Sample policy statement
Download the editable AI acceptable use policy template
Drop your email below and we'll send the complete AI acceptable use policy template (Word and PDF) for you to brand, tweak and sign.
How to write and roll out your AI policy
A policy only works if people know the rules and the rules keep up with the tools.
- 1
Decide your approved tools
List the AI tools you allow and whether staff use enterprise or public versions, then set a path to approve new ones.
- 2
Draw the data line
Be explicit about what information must never be entered into public AI tools.
- 3
Require human review
State that AI output must be checked by a person before it's published or relied on.
- 4
Cover IP and disclosure
Set rules on ownership of outputs, respecting copyright, and when to disclose AI use.
- 5
Train your team
Share the policy at induction and refresh it as tools and risks change.
- 6
Approve and review often
Have it signed and dated, and review it more frequently than a typical policy, AI changes fast.

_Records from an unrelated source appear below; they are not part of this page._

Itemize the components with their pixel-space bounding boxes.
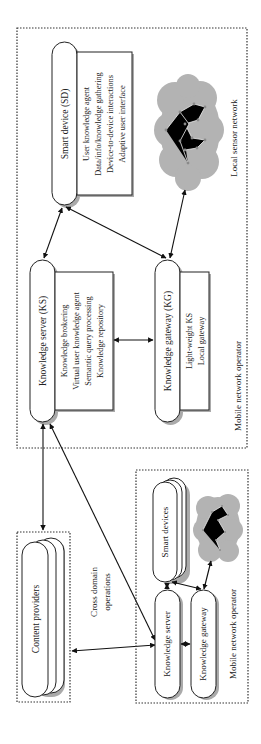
- smart-devices-label: Smart devices: [160, 506, 170, 557]
- cloud-network-icon: [154, 74, 224, 191]
- arrow-kg-sd: [66, 207, 166, 258]
- ks-function-4: Knowledge repository: [96, 303, 105, 378]
- smart-device-node: Smart device (SD) User knowledge agent D…: [52, 42, 134, 208]
- mobile-network-operator-label-top: Mobile network operator: [233, 341, 243, 431]
- knowledge-gateway-title: Knowledge gateway (KG): [163, 291, 174, 391]
- ks-function-3: Semantic query processing: [84, 296, 93, 385]
- arrow-remote-kg-sd: [172, 582, 201, 589]
- mobile-network-operator-label-bottom: Mobile network operator: [228, 589, 238, 679]
- sd-function-4: Adaptive user interface: [118, 85, 127, 163]
- kg-function-2: Local gateway: [197, 316, 206, 365]
- remote-knowledge-gateway-node: Knowledge gateway: [191, 590, 219, 700]
- architecture-diagram: Smart device (SD) User knowledge agent D…: [0, 0, 261, 744]
- arrow-kg-cloud: [170, 190, 185, 258]
- remote-knowledge-server-label: Knowledge server: [162, 611, 172, 677]
- content-providers-label: Content providers: [31, 585, 41, 654]
- cross-domain-label-line1: Cross domain: [89, 567, 99, 617]
- arrow-ks-sd: [44, 208, 62, 258]
- kg-function-1: Light-weight KS: [185, 313, 194, 369]
- knowledge-server-title: Knowledge server (KS): [38, 296, 49, 386]
- ks-function-1: Knowledge brokering: [60, 305, 69, 378]
- arrow-content-providers-remote-ks: [72, 645, 155, 651]
- cloud-network-icon-small: [193, 494, 243, 562]
- smart-devices-stack: Smart devices: [153, 478, 190, 584]
- knowledge-gateway-node: Knowledge gateway (KG) Light-weight KS L…: [155, 260, 211, 425]
- cross-domain-label-line2: operations: [102, 573, 112, 611]
- knowledge-server-node: Knowledge server (KS) Knowledge brokerin…: [30, 260, 115, 425]
- smart-device-title: Smart device (SD): [60, 89, 71, 160]
- sd-function-2: Data/info/knowledge gathering: [94, 72, 103, 175]
- remote-knowledge-server-node: Knowledge server: [155, 590, 183, 700]
- arrow-remote-kg-cloud: [204, 561, 211, 589]
- remote-knowledge-gateway-label: Knowledge gateway: [198, 607, 208, 681]
- local-sensor-network-label: Local sensor network: [229, 99, 239, 177]
- content-providers-stack: Content providers: [22, 538, 65, 697]
- ks-function-2: Virtual user knowledge agent: [72, 292, 81, 390]
- sd-function-1: User knowledge agent: [82, 86, 91, 161]
- sd-function-3: Device-to-device interactions: [106, 75, 115, 173]
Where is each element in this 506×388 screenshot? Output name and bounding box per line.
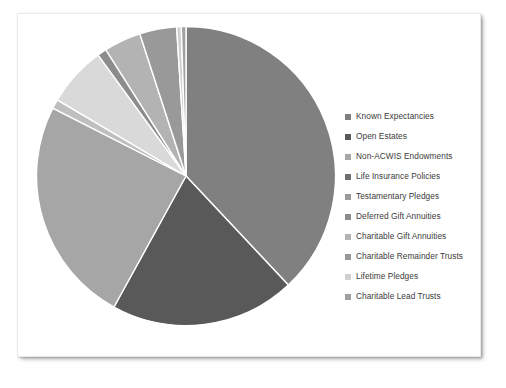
legend-item-label: Deferred Gift Annuities <box>356 206 441 226</box>
legend-item[interactable]: Testamentary Pledges <box>345 186 475 206</box>
legend-item[interactable]: Charitable Lead Trusts <box>345 286 475 306</box>
legend-swatch-icon <box>345 114 351 120</box>
legend-item[interactable]: Known Expectancies <box>345 106 475 126</box>
screenshot-root: Known ExpectanciesOpen EstatesNon-ACWIS … <box>0 0 506 388</box>
legend-swatch-icon <box>345 254 351 260</box>
legend-swatch-icon <box>345 174 351 180</box>
legend-swatch-icon <box>345 274 351 280</box>
legend-item[interactable]: Charitable Gift Annuities <box>345 226 475 246</box>
chart-card: Known ExpectanciesOpen EstatesNon-ACWIS … <box>17 13 481 357</box>
pie-chart-svg <box>35 25 337 327</box>
legend-item[interactable]: Charitable Remainder Trusts <box>345 246 475 266</box>
legend-item-label: Non-ACWIS Endowments <box>356 146 452 166</box>
legend-swatch-icon <box>345 154 351 160</box>
legend-swatch-icon <box>345 194 351 200</box>
legend-item-label: Known Expectancies <box>356 106 434 126</box>
pie-slice-group <box>36 26 335 325</box>
legend-swatch-icon <box>345 134 351 140</box>
legend-item-label: Charitable Lead Trusts <box>356 286 441 306</box>
legend-swatch-icon <box>345 214 351 220</box>
chart-plot-area: Known ExpectanciesOpen EstatesNon-ACWIS … <box>18 14 480 356</box>
legend-item-label: Charitable Remainder Trusts <box>356 246 463 266</box>
legend-swatch-icon <box>345 294 351 300</box>
pie-chart <box>35 25 337 327</box>
legend-item[interactable]: Open Estates <box>345 126 475 146</box>
legend-item-label: Testamentary Pledges <box>356 186 439 206</box>
legend-item[interactable]: Non-ACWIS Endowments <box>345 146 475 166</box>
legend-item-label: Open Estates <box>356 126 407 146</box>
legend-item-label: Life Insurance Policies <box>356 166 440 186</box>
legend-item-label: Lifetime Pledges <box>356 266 418 286</box>
legend-item[interactable]: Lifetime Pledges <box>345 266 475 286</box>
legend-item[interactable]: Deferred Gift Annuities <box>345 206 475 226</box>
chart-legend: Known ExpectanciesOpen EstatesNon-ACWIS … <box>345 106 475 306</box>
legend-item[interactable]: Life Insurance Policies <box>345 166 475 186</box>
legend-item-label: Charitable Gift Annuities <box>356 226 446 246</box>
legend-swatch-icon <box>345 234 351 240</box>
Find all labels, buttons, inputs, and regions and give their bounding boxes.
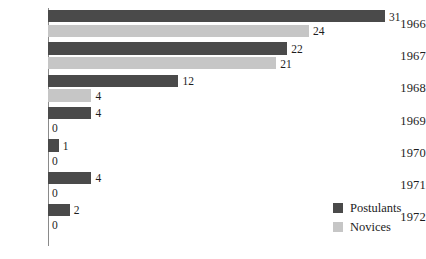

Free template vs done-for-you document
Two ways to land your AI policy: adapt the free template yourself, or have one written around your actual tools and ready for a customer security review.
| Free template | Done-for-you document | |
|---|---|---|
| Price | £0 | Fixed fee |
| Effort from you | A couple of hours editing | A short intake form |
| Built around your AI tools | You list them in | Done for you |
| EU AI Act / NIST references | You add them | Mapped for you |
| Security-review ready | Format it yourself | Supplied as a clean PDF |
| If a reviewer pushes back | You fix it | We revise it free |
Prefer your AI policy done for you?
Tell us which AI tools your team uses and we'll prepare a tailored, signed-ready AI acceptable use policy built to satisfy customer security reviews.
Requests for the AI acceptable use policy are reviewed and prepared manually, we'll follow up by email.